Chase Me (Paris Nights Book 2)(36)



Her words gave him the oddest feeling. As if she could almost understand things about him. A woman who’d been challenging herself in tough conditions since she was fifteen. As if they might come from opposite worlds and yet somehow…like spoke to like.

She had her own calluses—the pads at the base of her fingers and the smooth, tough skin where a knife handle fit between her thumb and index finger that was not too different from the ones he had from handling guns. He traced them. “You’ve got great hands.”

She gave a startled twist of her head, trying to catch his expression.

“Strong.” He closed his hand over her unbroken one in a solid claim of it. “Pretty.”

She forced her head around farther, finally far enough to stare at him. Jesus, first she had no vases for flowers, and now a compliment on her hands surprised her? “Do you have really lousy taste in men or something? Who the hell have you been dating before me?”

Her lips parted in astonishment.

He bit down hard on the urge to lean forward and kiss them. He was not going to turn this into sex. Her expectations of him were way too low already.

That would teach him to have sex on the first date. It was hard to sell a woman a cow when…

“Well…not you,” she said finally, a little wryly, as if him summed up something pretty…unique.

A warm glow tried to swell under his breastbone, like a bubble he was a little afraid might pop and do something unpleasant to him. He’d never had to fight dolphins to the actual death, but he’d been on deep water training exercises against dolphins defending harbors, when every time a dolphin punched the hell out of you with a tagging device, it meant that in a real attempt to infiltrate an enemy harbor you would have been given a dolphin-delivered embolism, instantly lethal. She was like a dolphin—fast and sleek, and she’d hit him out of nowhere.

Okay, and it would be so helpful right now if he had any metaphors that didn’t involve somebody getting killed.

“I’m just going to go ahead and reset your bar for men a little higher.” He snugged his arm around her more firmly. This whole cuddle thing felt fantastic. He was glad he’d gotten himself to jump out of that safe plane into it.

“For the next man?” Vi said, constrained. She relaxed her head back onto the arm of the couch so she wasn’t looking at him any more.

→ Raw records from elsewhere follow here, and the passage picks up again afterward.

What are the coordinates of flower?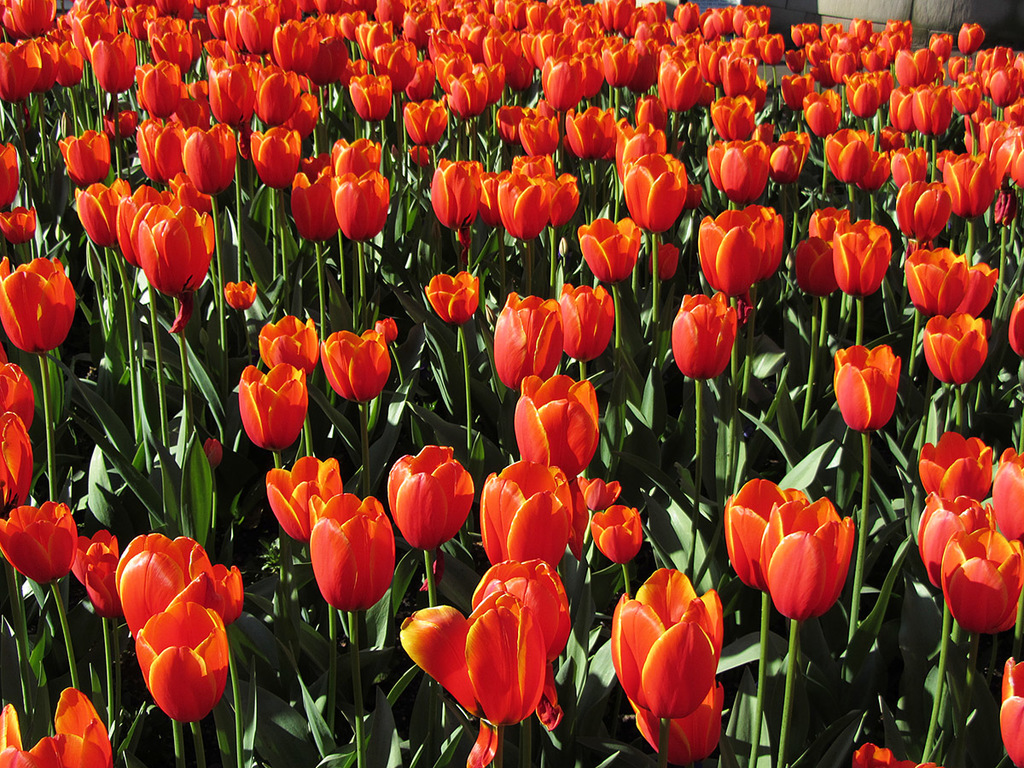
bbox=[634, 670, 724, 765].
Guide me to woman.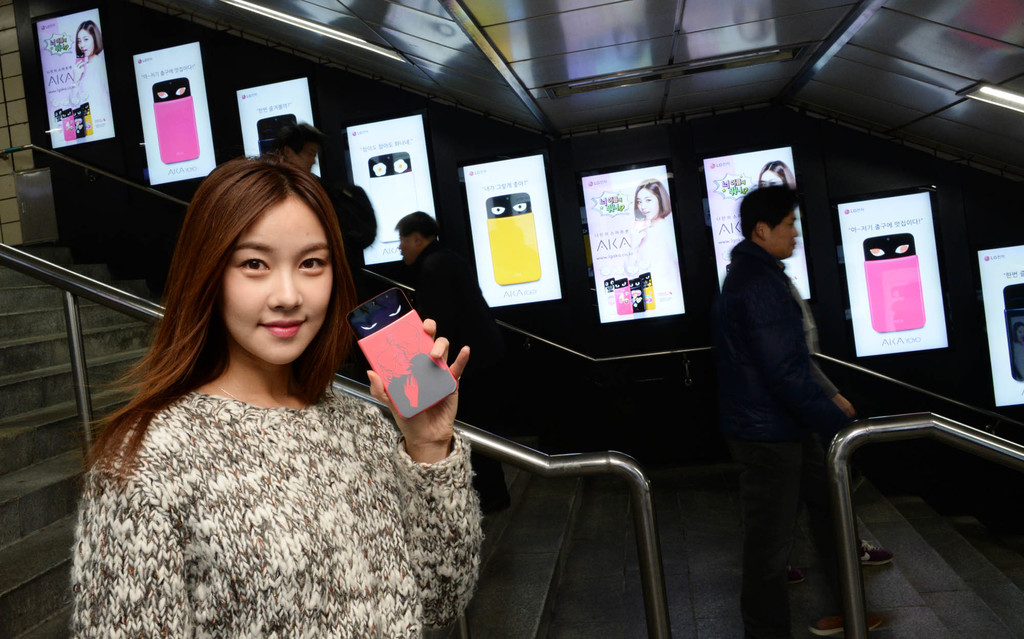
Guidance: rect(627, 177, 671, 291).
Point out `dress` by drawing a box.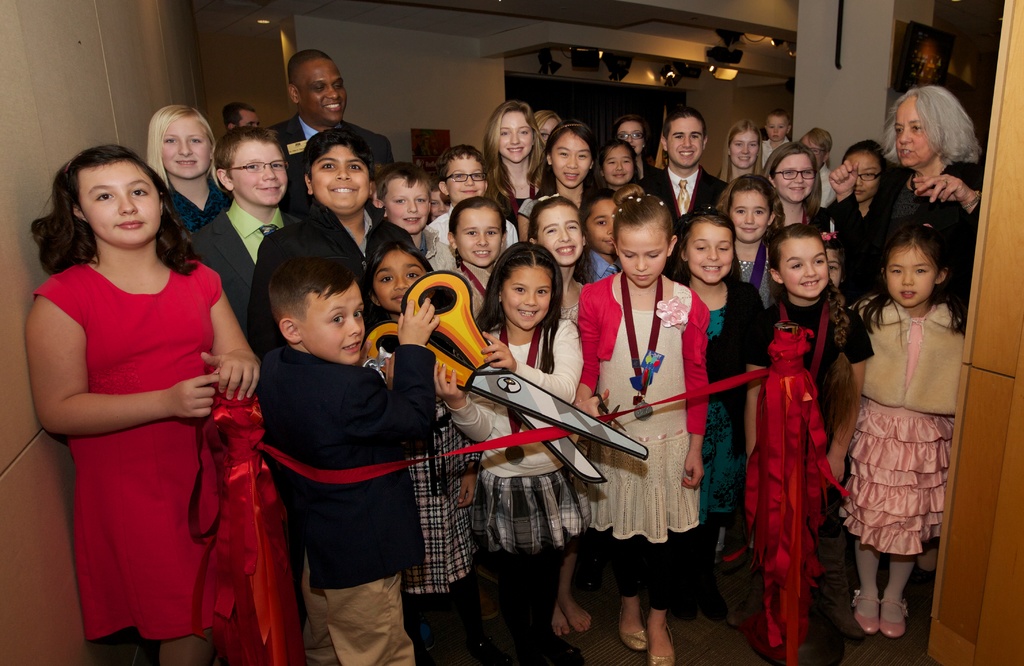
(701, 309, 745, 529).
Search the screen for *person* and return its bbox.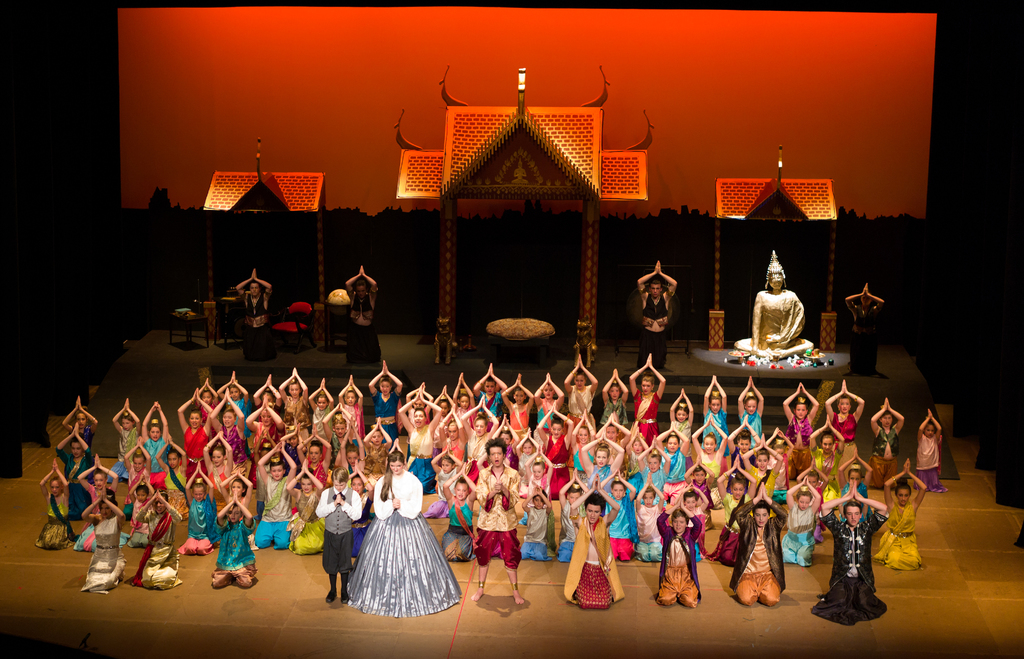
Found: <bbox>237, 272, 275, 353</bbox>.
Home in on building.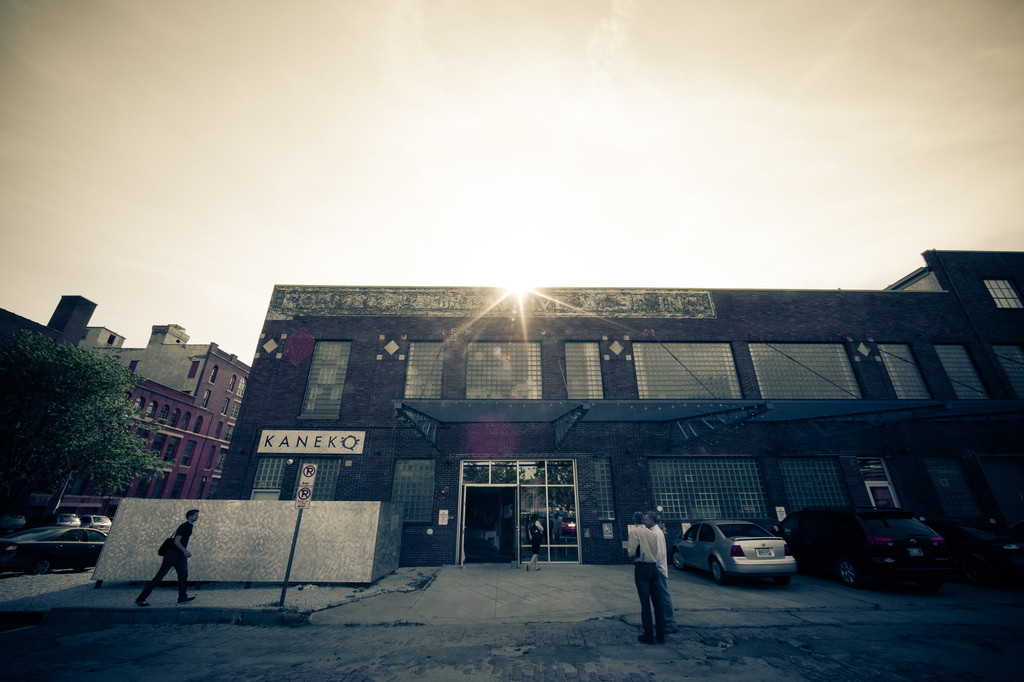
Homed in at [x1=56, y1=320, x2=248, y2=510].
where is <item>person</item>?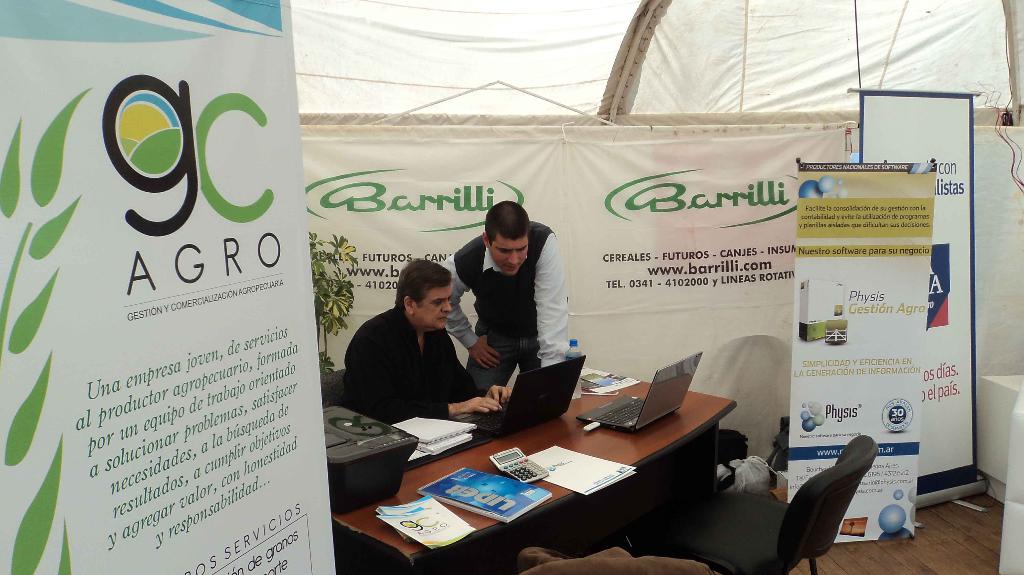
[356,249,482,443].
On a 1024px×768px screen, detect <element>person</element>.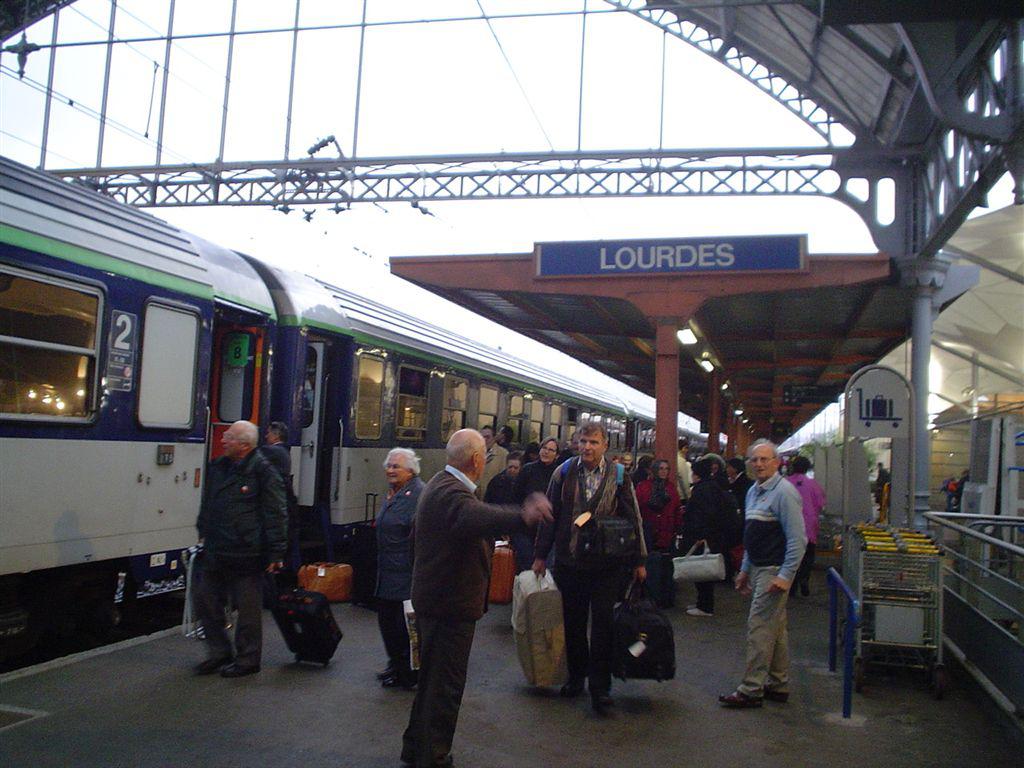
box=[363, 442, 431, 698].
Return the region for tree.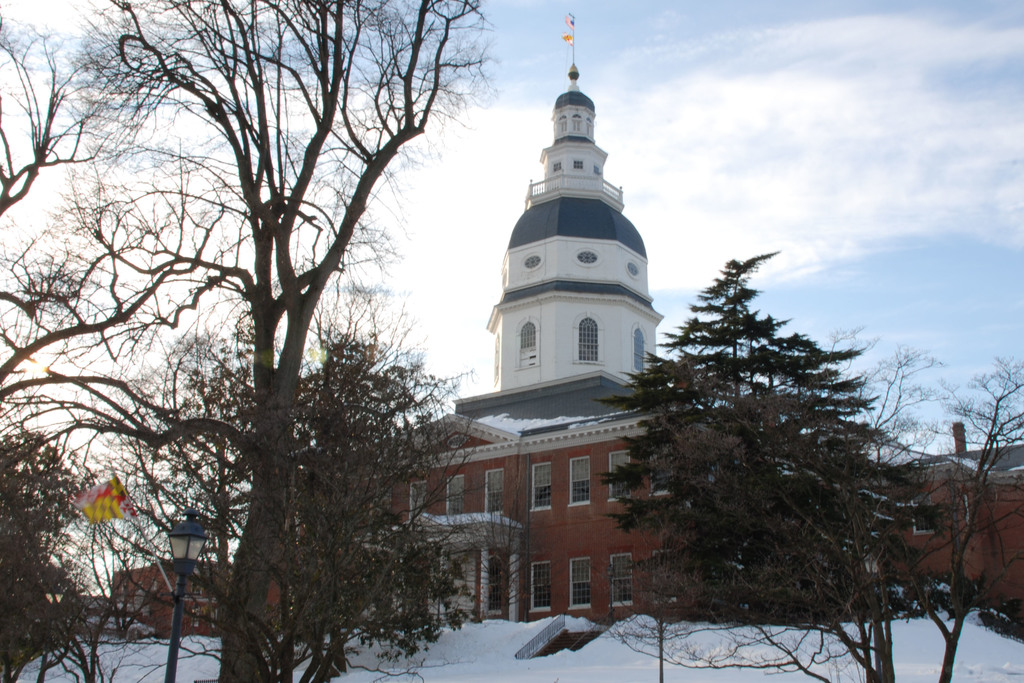
l=0, t=0, r=492, b=682.
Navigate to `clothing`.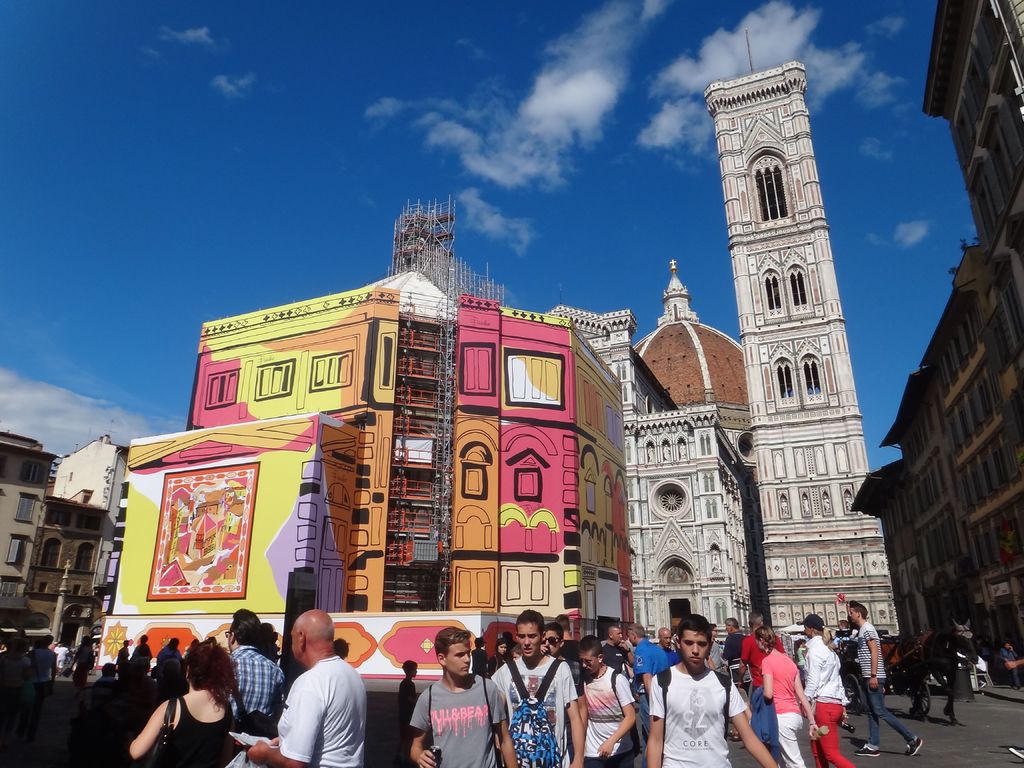
Navigation target: x1=228, y1=643, x2=282, y2=714.
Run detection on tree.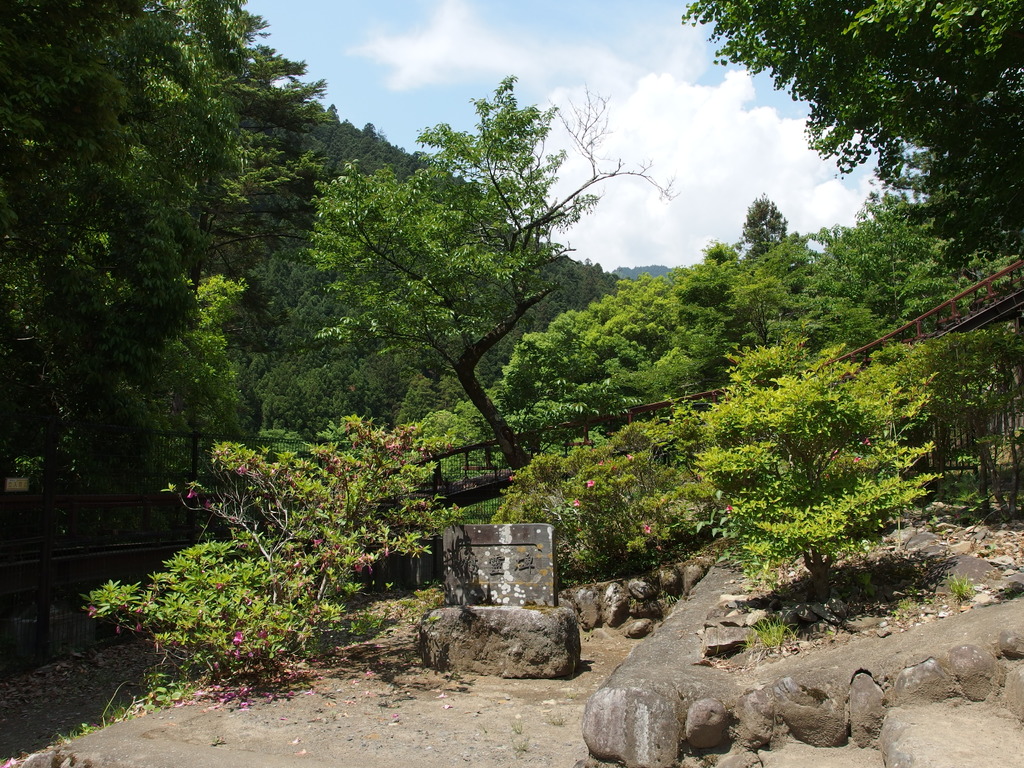
Result: box=[213, 115, 452, 432].
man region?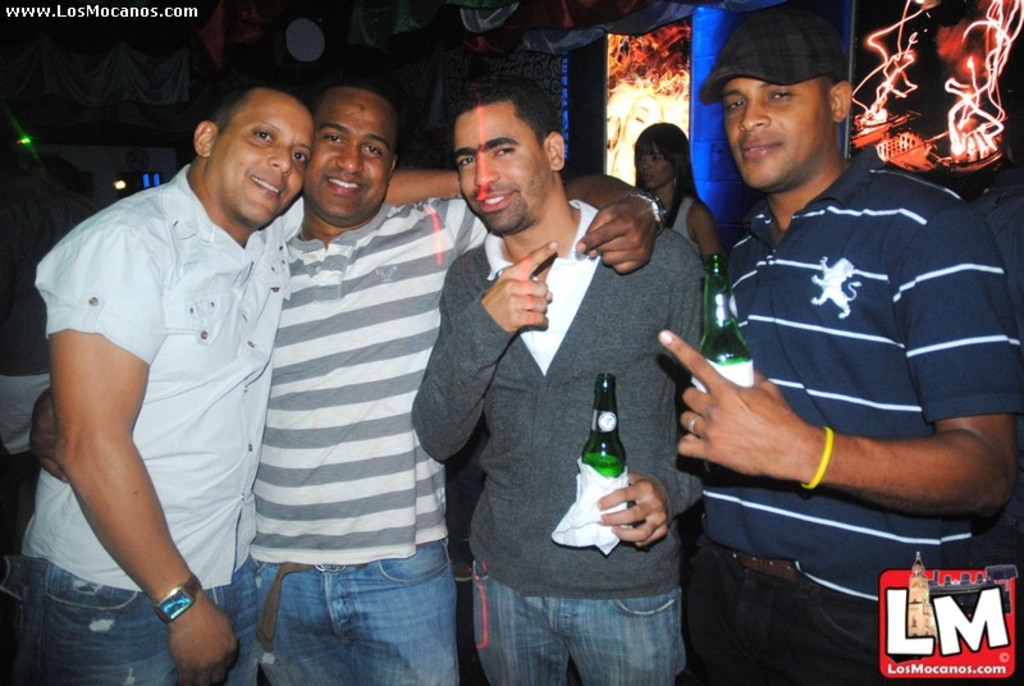
select_region(17, 74, 462, 685)
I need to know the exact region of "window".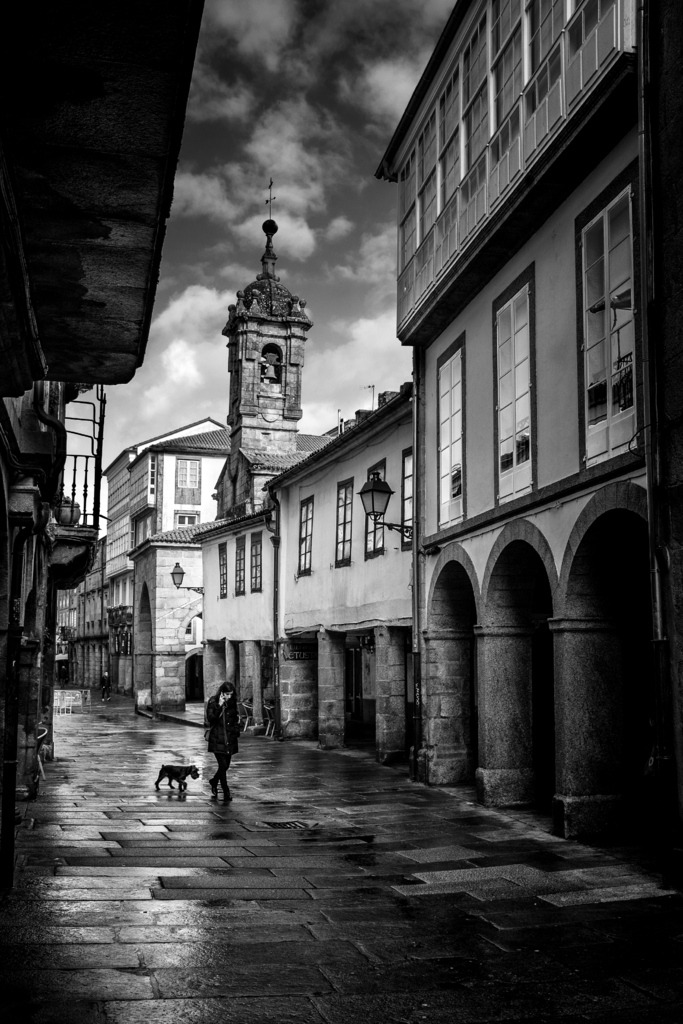
Region: bbox(360, 458, 386, 556).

He frowned down at the top of her cowardly head. If he was braving this, damn it… “My grandmother would kick my ass if I ever got a divorce. So no. Not for the next man.”

Tough it up, Vi, hell. I’m trying to let down my guard.

“Oh, for God’s sake,” she muttered. But she didn’t try to elbow her way free of him or anything.

He smiled, dipping his head into her hair to hide it and just to enjoy her scent at the same time. Damn. This cuddle stuff was really addictive. He might should go easy on it.

But he didn’t pull away, shifting their hands so that he half held hers and she half held his, running his thumb over the soft spots and the callused ones, the inside of her knuckles, the lines of her palm.

“You’ve got pretty nice hands yourself,” she said suddenly. The warm bubble inside him spread, not like a lethal embolism, but dissipating through him in this fuzzy, golden glow. Hell, she’d paid him a compliment. A direct, sincere one. “Strong. Capable.”

“I’m late for my manicure, though,” he said sadly, turning his hand over to stretch out his fingers and display the lousy state of his cuticles.

She gave a little choke of laughter, and his arm squeezed her in involuntary pleasure. Ha. He’d gotten her to laugh again.

He closed his hand around hers again, holding onto it. He wondered if one of those French guys she was used to dating could get away with kissing her hand. Because, well…he kind of wanted to.

His cheeks heated, and he bent his head into her hair again to hide them, even though there was no one else to see.

“Hey. Vi,” he said, low.

She didn’t say anything, but she gave what might be interpreted as an inquiring squeeze of her hand.

“I’m not so good at the poor, pitiful you stuff. Where I come from, a man’s life isn’t over unless he’s actually dead. And you don’t seem pitiful to me. You seem brave and beautiful.”

A little breath moved through her body, and her hand tightened on his.

“So I guess what I’m trying to say here is…if you need someone to kiss your skinned knee, I’m actually pretty lousy at that. But”—he gave her a little squeeze, pressing her more snugly against his chest—“I’ve got your back.”

He braced for her to say something satirical like “and a knife ready for it?”

But she didn’t.

She must really, really be tired, was all he could figure.

Her fingers linked with his, securely, as if she was claiming him. A little sigh ran through her body. He waited a while, running through all the other things she probably wanted to talk about and trying to think what he could say besides “just in private security, honey.”

And then finally realized that she had fallen asleep.

Hunh.

He stared down at her blond head. Now he felt all backed up with things he wanted to talk about, but…

For Christ’s sake, what was wrong with him? Couldn’t he just appreciate that he’d been saved by a snore?